HelloCW
HelloCW

Reputation: 2335

Why can't a State<T> variable fire UI update when it is assigned by a new value?

The Code A is based a Android offical sample project here.

The Code A can display correct data in UI.

If I use Code B, I find that nothing is displayed.

It seems that _uiState=_uiState.copy(...) doesn't make uiState to notice UI that the data has changed in Code B.

What is wrong with Code B?

Code A

class InterestsViewModel(
    private val interestsRepository: InterestsRepository
) : ViewModel() {

    // UI state exposed to the UI
    private var _uiState by mutableStateOf (InterestsUiState(loading = true))  //My
    val uiState: InterestsUiState = _uiState //My

    private fun refreshAll() {
        _uiState .loading = true //My

        viewModelScope.launch {
            // Trigger repository requests in parallel
            val topicsDeferred = async { interestsRepository.getTopics() }
            val peopleDeferred = async { interestsRepository.getPeople() }
            val publicationsDeferred = async { interestsRepository.getPublications() }

            // Wait for all requests to finish
            val topics = topicsDeferred.await().successOr(emptyList())
            val people = peopleDeferred.await().successOr(emptyList())
            val publications = publicationsDeferred.await().successOr(emptyList())

            _uiState.loading=false //My
            _uiState.topics=topics //My
            _uiState.people=people //My
            _uiState.publications=publications //My

        }
    }

}

fun rememberTabContent(interestsViewModel: InterestsViewModel): List<TabContent> {
    // UiState of the InterestsScreen
    val uiState = interestsViewModel.uiState //My

    ...
}

data class InterestsUiState(
    var topics: List<InterestSection> = emptyList(), //My
    var people: List<String> = emptyList(),  //My
    var publications: List<String> = emptyList(), //My
    var loading: Boolean = false, //My
)

Code B

class InterestsViewModel(
    private val interestsRepository: InterestsRepository
) : ViewModel() {

    // UI state exposed to the UI
    private var _uiState by mutableStateOf (InterestsUiState(loading = true))
    val uiState: InterestsUiState = _uiState

    private fun refreshAll() {
        _uiState .loading = true

        viewModelScope.launch {
            // Trigger repository requests in parallel
            val topicsDeferred = async { interestsRepository.getTopics() }
            val peopleDeferred = async { interestsRepository.getPeople() }
            val publicationsDeferred = async { interestsRepository.getPublications() }

            // Wait for all requests to finish
            val topics = topicsDeferred.await().successOr(emptyList())
            val people = peopleDeferred.await().successOr(emptyList())
            val publications = publicationsDeferred.await().successOr(emptyList())

            _uiState=_uiState.copy(
                loading = false,
                topics = topics,
                people = people,
                publications = publications
            )

        }
    }

}

Upvotes: 0

Views: 949

Answers (1)

Johann
Johann

Reputation: 29875

I don't see your pattern described in the official docs:

https://developer.android.com/jetpack/compose/state

It is possible it worked under an older version of Compose and doesn't work under the current version??

According to the docs, recomposition can only occur when you use mutableStateOf in conjunction with a remember and set the value property to a new value to trigger the recomposition:

val someProperty = remember { mutableStateOf(0) }
someProperty.value = 123

But this is done in a composable. If you want to trigger this within your viewmodel, you should resort to using LiveData. Here's an example:

https://stackoverflow.com/a/69718724/753632

Using mutableStateOf on its own doesn't trigger recomposition. It is only used to store the state.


◆ Exercise description
Figure out how many lines of the material below contain the word "triangle". Answer with the number only.
*** Opening of Input data ***
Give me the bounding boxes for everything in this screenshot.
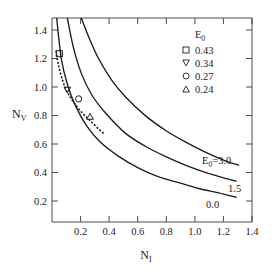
plot-frame (52, 18, 252, 222)
legend-item-1: 0.34 (183, 58, 214, 69)
legend-item-2: 0.27 (183, 71, 213, 82)
legend-item-label: 0.24 (195, 84, 214, 95)
x-axis-ticks (81, 18, 252, 222)
curve-experimental-fit (56, 52, 105, 135)
x-axis-title: NI (140, 248, 152, 264)
legend-item-label: 0.34 (195, 58, 214, 69)
curve-label-e0-eq: =3.0 (212, 155, 231, 166)
axis-frame-top-right (52, 18, 252, 222)
x-tick-label: 0.6 (131, 226, 144, 237)
y-tick-label: 1.4 (34, 25, 48, 36)
x-tick-label: 0.4 (103, 226, 117, 237)
legend-circle-icon (183, 73, 189, 79)
y-tick-label: 0.6 (34, 139, 47, 150)
y-tick-label: 0.4 (34, 167, 48, 178)
y-axis-title: NV (12, 107, 27, 123)
y-axis-ticks (52, 30, 252, 201)
x-axis-title-sub: I (149, 255, 152, 264)
curve-label-0-0: 0.0 (206, 199, 219, 210)
legend-square-icon (183, 47, 189, 53)
x-tick-label: 1.0 (188, 226, 201, 237)
x-axis-title-base: N (140, 248, 149, 262)
y-tick-label: 1.0 (34, 82, 47, 93)
marker-triangle-up-point (87, 113, 94, 119)
curve-e-0-3-0 (81, 18, 238, 165)
y-tick-label: 0.2 (34, 196, 47, 207)
legend-item-label: 0.43 (195, 45, 213, 56)
y-tick-label: 0.8 (34, 110, 47, 121)
legend-triangle-down-icon (183, 60, 190, 66)
curve-labels: E0=3.0 1.5 0.0 (202, 155, 241, 210)
x-tick-label: 0.8 (160, 226, 173, 237)
x-tick-label: 0.2 (74, 226, 87, 237)
svg-text:NI: NI (140, 248, 152, 264)
svg-text:NV: NV (12, 107, 27, 123)
marker-circle-point (76, 96, 82, 102)
chart-svg: 0.2 0.4 0.6 0.8 1.0 1.2 1.4 0.2 0.4 0.6 … (0, 0, 274, 270)
legend-title-sub: 0 (201, 34, 205, 43)
y-tick-label: 1.2 (34, 53, 47, 64)
legend-triangle-up-icon (183, 86, 190, 92)
y-axis-title-sub: V (21, 114, 27, 123)
x-tick-label: 1.2 (217, 226, 230, 237)
y-axis-title-base: N (12, 107, 21, 121)
x-tick-labels: 0.2 0.4 0.6 0.8 1.0 1.2 1.4 (74, 226, 259, 237)
legend-item-label: 0.27 (195, 71, 213, 82)
legend-title: E0 (195, 29, 205, 43)
legend-item-0: 0.43 (183, 45, 213, 56)
axis-lines (52, 18, 252, 222)
figure-container: 0.2 0.4 0.6 0.8 1.0 1.2 1.4 0.2 0.4 0.6 … (0, 0, 274, 270)
y-tick-labels: 0.2 0.4 0.6 0.8 1.0 1.2 1.4 (34, 25, 48, 207)
legend-item-3: 0.24 (183, 84, 214, 95)
legend: E0 0.43 0.34 0.27 0.24 (183, 29, 214, 95)
curve-label-1-5: 1.5 (228, 183, 241, 194)
curve-e-0-1-5 (67, 18, 236, 181)
x-tick-label: 1.4 (245, 226, 259, 237)
curve-label-e0-3: E0=3.0 (202, 155, 231, 169)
*** Close of Input data ***
◆ Written reply
3